Matthew William McCarthy, MD and Joseph J. Fins, MD
Hospital medicine must expand its mission to include the teaching of medical ethics, professionalism, and communication to trainees during clinical rounds.
AMA J Ethics. 2017; 19(6):528-532. doi:
10.1001/journalofethics.2017.19.6.peer2-1706.
Transparency about teaching hospitals’ educational mission respects patient autonomy and aligns patients’ interests with those of trainees and the public.
AMA J Ethics. 2017; 19(6):537-543. doi:
10.1001/journalofethics.2017.19.6.ecas1-1706.
Is this a conflict over a team member’s practice style or is it a breach professional boundaries? Is it appropriate for team members to make this judgment, or should it instead come from the team leader?
Global health training offered through UCSF’s EMPOWUR program prepares ob/gyn residents to work in under-resourced communities locally as well as globally.
AMA J Ethics. 2018; 20(3):253-260. doi:
10.1001/journalofethics.2018.20.3.medu1-1803.
Equating conscience with clinical judgment challenges the way that ethics is marginalized in medical education. Ethics is simply an account of what good medical practice looks like in particular situations.
Medical educators must become aware of undesirable behaviors or attitudes that they may inadvertently be modeling to students in the clinic because the implicit messages students receive can profoundly affect their behavior and interactions with patients.
AMA J Ethics. 2015; 17(2):142-146. doi:
10.1001/virtualmentor.2015.17.2.jdsc1-1502.
Michael J. O’Brien, MD and William P. Meehan III, MD
It is unclear whether the decreased risk of injury associated with prohibiting a teenage boy from playing football outweighs the benefits to his health and well-being of allowing him to participate.
Distinctions between treatment and enhancement, and between supposedly authentic and inauthentic tools, often inform judgments about what is morally acceptable in sport.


## What is being asked
Say how many lines in the records contain "down". The reply must consist of the number alone.

## Supplied material
════════════════
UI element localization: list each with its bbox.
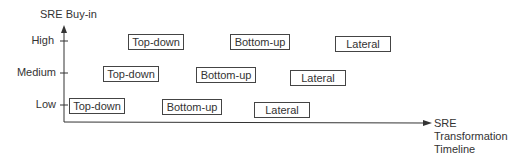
box-low-top-down: Top-down: [69, 98, 125, 114]
box-high-top-down: Top-down: [128, 34, 184, 50]
y-tick-medium: Medium: [2, 66, 56, 78]
box-low-bottom-up: Bottom-up: [162, 99, 222, 115]
x-axis-title-line2: Transformation: [434, 130, 508, 142]
x-axis-title-line3: Timeline: [434, 143, 475, 155]
box-medium-bottom-up: Bottom-up: [196, 67, 256, 83]
x-axis-title-line1: SRE: [434, 117, 457, 129]
box-medium-top-down: Top-down: [103, 66, 159, 82]
box-medium-lateral: Lateral: [290, 70, 346, 86]
box-high-lateral: Lateral: [335, 36, 391, 52]
y-tick-high: High: [0, 34, 54, 46]
box-high-bottom-up: Bottom-up: [230, 34, 290, 50]
y-tick-low: Low: [2, 98, 56, 110]
box-low-lateral: Lateral: [254, 102, 310, 118]
y-axis-title: SRE Buy-in: [40, 8, 97, 20]
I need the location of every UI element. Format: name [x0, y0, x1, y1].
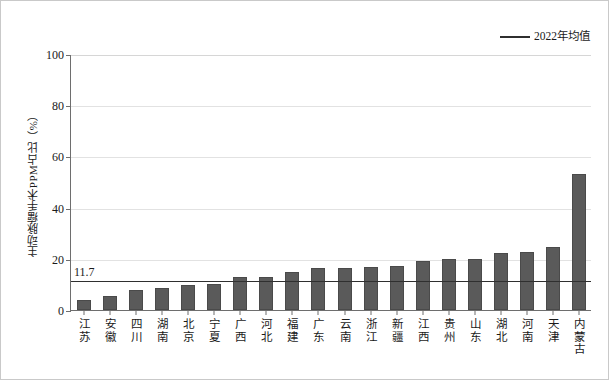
x-axis-label: 宁夏	[208, 318, 220, 343]
legend-label-average: 2022年均值	[534, 31, 590, 43]
bar[interactable]	[259, 277, 273, 310]
bar[interactable]	[129, 290, 143, 310]
x-tick-mark	[526, 310, 527, 315]
bar[interactable]	[77, 300, 91, 310]
legend-line-swatch	[500, 36, 530, 38]
bar-slot: 新疆	[384, 55, 410, 310]
bar-group: 江苏安徽四川湖南北京宁夏广西河北福建广东云南浙江新疆江西贵州山东湖北河南天津内蒙…	[71, 55, 591, 310]
x-tick-mark	[578, 310, 579, 315]
bar-slot: 广东	[305, 55, 331, 310]
x-axis-label: 江苏	[78, 318, 90, 343]
bar-slot: 河北	[253, 55, 279, 310]
x-tick-mark	[396, 310, 397, 315]
x-tick-mark	[266, 310, 267, 315]
x-tick-mark	[162, 310, 163, 315]
x-tick-mark	[110, 310, 111, 315]
x-tick-mark	[318, 310, 319, 315]
bar-slot: 江西	[410, 55, 436, 310]
x-tick-mark	[84, 310, 85, 315]
x-axis-label: 广西	[234, 318, 246, 343]
x-tick-mark	[370, 310, 371, 315]
x-tick-mark	[448, 310, 449, 315]
bar[interactable]	[181, 285, 195, 310]
bar[interactable]	[338, 268, 352, 310]
y-tick-mark-0	[66, 311, 71, 312]
x-axis-label: 天津	[547, 318, 559, 343]
x-axis-label: 江西	[417, 318, 429, 343]
x-axis-label: 内蒙古	[573, 318, 585, 356]
bar[interactable]	[572, 174, 586, 310]
bar-slot: 天津	[540, 55, 566, 310]
x-tick-mark	[292, 310, 293, 315]
bar[interactable]	[207, 284, 221, 310]
bar-slot: 湖北	[488, 55, 514, 310]
x-axis-label: 贵州	[443, 318, 455, 343]
bar[interactable]	[416, 261, 430, 310]
bar[interactable]	[155, 288, 169, 310]
x-axis-label: 安徽	[104, 318, 116, 343]
x-axis-label: 福建	[286, 318, 298, 343]
chart-figure: 2022年均值 主动脉瘤手术PPM占比（%） 020406080100 江苏安徽…	[0, 0, 609, 380]
x-axis-label: 河北	[260, 318, 272, 343]
y-axis-title: 主动脉瘤手术PPM占比（%）	[24, 55, 42, 311]
x-axis-label: 云南	[338, 318, 350, 343]
average-value-label: 11.7	[74, 265, 95, 280]
bar[interactable]	[546, 247, 560, 310]
bar[interactable]	[103, 296, 117, 310]
bar[interactable]	[233, 277, 247, 310]
x-tick-mark	[240, 310, 241, 315]
bar-slot: 四川	[123, 55, 149, 310]
bar[interactable]	[311, 268, 325, 310]
plot-area: 020406080100 江苏安徽四川湖南北京宁夏广西河北福建广东云南浙江新疆江…	[70, 55, 591, 311]
x-tick-mark	[552, 310, 553, 315]
bar[interactable]	[390, 266, 404, 310]
bar-slot: 福建	[279, 55, 305, 310]
bar-slot: 湖南	[149, 55, 175, 310]
x-tick-mark	[136, 310, 137, 315]
x-axis-label: 山东	[469, 318, 481, 343]
x-tick-mark	[188, 310, 189, 315]
bar[interactable]	[364, 267, 378, 310]
x-axis-label: 浙江	[365, 318, 377, 343]
x-tick-mark	[344, 310, 345, 315]
bar-slot: 北京	[175, 55, 201, 310]
x-tick-mark	[214, 310, 215, 315]
bar-slot: 内蒙古	[566, 55, 592, 310]
bar[interactable]	[285, 272, 299, 310]
average-reference-line	[71, 281, 591, 282]
x-axis-label: 广东	[312, 318, 324, 343]
bar-slot: 山东	[462, 55, 488, 310]
x-axis-label: 四川	[130, 318, 142, 343]
bar[interactable]	[468, 259, 482, 310]
bar-slot: 宁夏	[201, 55, 227, 310]
x-axis-label: 湖南	[156, 318, 168, 343]
y-axis-title-text: 主动脉瘤手术PPM占比（%）	[25, 109, 41, 257]
bar[interactable]	[442, 259, 456, 310]
x-tick-mark	[474, 310, 475, 315]
x-axis-label: 北京	[182, 318, 194, 343]
bar-slot: 云南	[332, 55, 358, 310]
bar-slot: 河南	[514, 55, 540, 310]
bar-slot: 浙江	[358, 55, 384, 310]
x-axis-label: 河南	[521, 318, 533, 343]
x-axis-label: 新疆	[391, 318, 403, 343]
x-axis-label: 湖北	[495, 318, 507, 343]
bar-slot: 贵州	[436, 55, 462, 310]
x-tick-mark	[422, 310, 423, 315]
chart-legend: 2022年均值	[500, 31, 590, 43]
bar-slot: 广西	[227, 55, 253, 310]
x-tick-mark	[500, 310, 501, 315]
bar-slot: 安徽	[97, 55, 123, 310]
════════════════
## Output of the exercise
3